A great, morally complex, suspenseful western, during the genre’s final flowering. Henry Fonda is the marshall of Warlock, a peaceful town that is repeatedly shaken up by a gang of outlaws that everyone is too afraid to stand up to. Widmark is the outlaw who decides to settle down in Warlock and turn the other cheek, joining forces with the law. Anthony Quinn (with his hair dyed blond) is Fonda’s very faithful sidekick, who resents the attention his friend is paying to this one-time criminal gunslinger. Directed by former Hollywood Ten member Edward Dmytryk, WARLOCK has a quietly concentrated psychological intensity that’s rare in the genre and for which the actors are more than game.
Sat May 26: 4 & 9
Mon May 28:1

THE COBWEB
Vincente Minnelli, 1955; 124m
Widmark brings a hard, steely intelligence to the role of a psychiatrist in charge of a dysfunctional, high-toned mental clinic, in Vincente Minnelli’s grand all-star adaptation of the William Gibson novel. The action centers around the internal affairs (in both senses of the word) within the clinic, specifically the battle over who will select the new drapes. Will it be Widmark’s neglected wife (Gloria Grahame) or his repressed business-affairs director (Lillian Gish) or his talented young patient (John Kerr)?
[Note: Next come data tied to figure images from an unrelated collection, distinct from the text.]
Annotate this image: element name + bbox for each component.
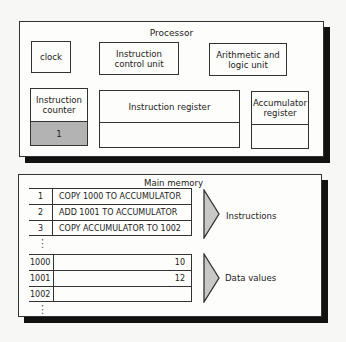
table-row: 2 ADD 1001 TO ACCUMULATOR xyxy=(29,204,191,220)
instruction-counter-label: Instruction counter xyxy=(31,89,87,121)
data-content: 12 xyxy=(54,271,191,286)
clock-label: clock xyxy=(40,52,62,62)
instruction-address: 2 xyxy=(29,205,53,220)
instruction-register-value xyxy=(100,122,239,147)
instruction-counter-box: Instruction counter 1 xyxy=(30,88,88,146)
data-address: 1001 xyxy=(29,271,54,286)
instruction-control-unit-box: Instruction control unit xyxy=(99,42,179,75)
clock-box: clock xyxy=(31,41,71,73)
ellipsis-data: ⋮ xyxy=(37,304,48,315)
instruction-register-label: Instruction register xyxy=(100,91,239,122)
instructions-label: Instructions xyxy=(226,211,276,221)
ellipsis-instructions: ⋮ xyxy=(37,238,48,249)
accumulator-register-box: Accumulator register xyxy=(251,91,309,149)
instruction-control-unit-label: Instruction control unit xyxy=(112,49,166,69)
data-content xyxy=(54,287,191,302)
alu-box: Arithmetic and logic unit xyxy=(209,43,287,76)
data-content: 10 xyxy=(54,255,191,270)
alu-label: Arithmetic and logic unit xyxy=(216,50,280,70)
instruction-address: 3 xyxy=(29,221,53,236)
table-row: 1002 xyxy=(29,286,191,302)
accumulator-register-value xyxy=(252,124,308,148)
data-table: 1000 10 1001 12 1002 xyxy=(29,254,192,302)
main-memory-title: Main memory xyxy=(144,178,264,188)
instruction-address: 1 xyxy=(29,189,53,204)
instruction-content: COPY 1000 TO ACCUMULATOR xyxy=(53,189,191,204)
data-address: 1002 xyxy=(29,287,54,302)
processor-title: Processor xyxy=(20,28,323,38)
instruction-register-box: Instruction register xyxy=(99,90,240,148)
data-values-label: Data values xyxy=(225,273,276,283)
instruction-content: ADD 1001 TO ACCUMULATOR xyxy=(53,205,191,220)
instructions-brace-icon xyxy=(203,189,221,239)
table-row: 1 COPY 1000 TO ACCUMULATOR xyxy=(29,188,191,204)
data-address: 1000 xyxy=(29,255,54,270)
instructions-table: 1 COPY 1000 TO ACCUMULATOR 2 ADD 1001 TO… xyxy=(29,188,192,236)
table-row: 1001 12 xyxy=(29,270,191,286)
table-row: 1000 10 xyxy=(29,254,191,270)
instruction-content: COPY ACCUMULATOR TO 1002 xyxy=(53,221,191,236)
table-row: 3 COPY ACCUMULATOR TO 1002 xyxy=(29,220,191,236)
accumulator-register-label: Accumulator register xyxy=(252,92,308,124)
data-values-brace-icon xyxy=(203,253,221,303)
instruction-counter-value: 1 xyxy=(31,121,87,145)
THE COBWEB is one of the most floridly entertaining melodramas of the ‘50s, featuring a terrific gallery of neurotic staff members and patients (Oscar Levant, Charles Boyer, Lauren Bacall and Susan Strasberg among them) dispersed across Minnelli’s gorgeous, dynamic Scope compositions.
Sat May 26: 6:30
Sun May 27: 8
Thurs May 31: 2

SLATTERY'S HURRICANE
André De Toth, 1949; 83m
A final heroic deed from pilot Will Slattery (Widmark) — making a dangerous hurricane reconnaissance flight for the Weather Service in place of an old friend he’s wronged — prompts him, in a series of flashbacks, to look back on his tawdry, immoral past. One of many redemptive melodramas from the late ‘40s, given a special lift by its director, the Hungarian-born André De Toth. The hurricane itself is spectacular, but it’s Widmark who makes this movie: he doesn’t pull any punches as a gutless, morally bankrupt man, ready to steal someone else’s woman or smuggle drugs to make a few dollars in the blink of an eye. With Linda Darnell and Veronica Lake (then Mrs. De Toth) as two of his romantic conquests.
Sun May 27: 4
Thurs May 31: 8:45

MADIGAN
Don Siegel, 1968; 101m
Widmark in one of his very best roles, as a weary police detective hunting down a psycho killer (Steve Ihnat) in the grimy streets of late ‘60s New York. Widmark’s Madigan is just another guy trying to make a living at what he knows best and keep his restless wife (Inger Stevens) happy in the bargain. This is a perfect portrait of a small-scale hero: too tired to be polite, too disillusioned to be happy, too humble to rise any higher in the department. Widmark does a beautiful balancing act: he gets a good sense of his character’s hard- boiled fatigue, but he also manages to make Madigan deeply touching. Directed with just the right blend of pulpishness and human detail by Don Siegel, from a script by Abraham Polonsky. With Henry Fonda in an eloquent performance as the police commissioner, Susan Clark as his mistress, James Whitmore as the Chief, and Harry Guardino as Madigan’s partner.
Mon May 28: 3:30 & 8:30
Wed May 30: 2 & 6:15

CHEYENNE AUTUMN
John Ford, 1964; 156m
John Ford’s epic was meant as a final statement of solidarity with American Indians, by turns sympathetic and villainous figures in his earlier movies. Although the studio imposed a questionable cast of non–native American stars in key roles (including Sal Mineo, Ricardo Montalban, and Gilbert Roland) and forced Ford to use some ugly studio interiors, this is a deeply felt valedictory work from one of America’s greatest artists. Widmark is the cavalry captain charged with the sorry task of forcing the fleeing Cheyenne nation back to their barren reservation territory, selected for them by a duplicitous American government. With Carroll Baker as a Quaker teacher sympathetic to the Cheyennes, the beautiful Dolores del Rio as a Spanish woman, and James Stewart and Arthur Kennedy in cameo roles as Wyatt Earp and Doc Holliday. In Scope.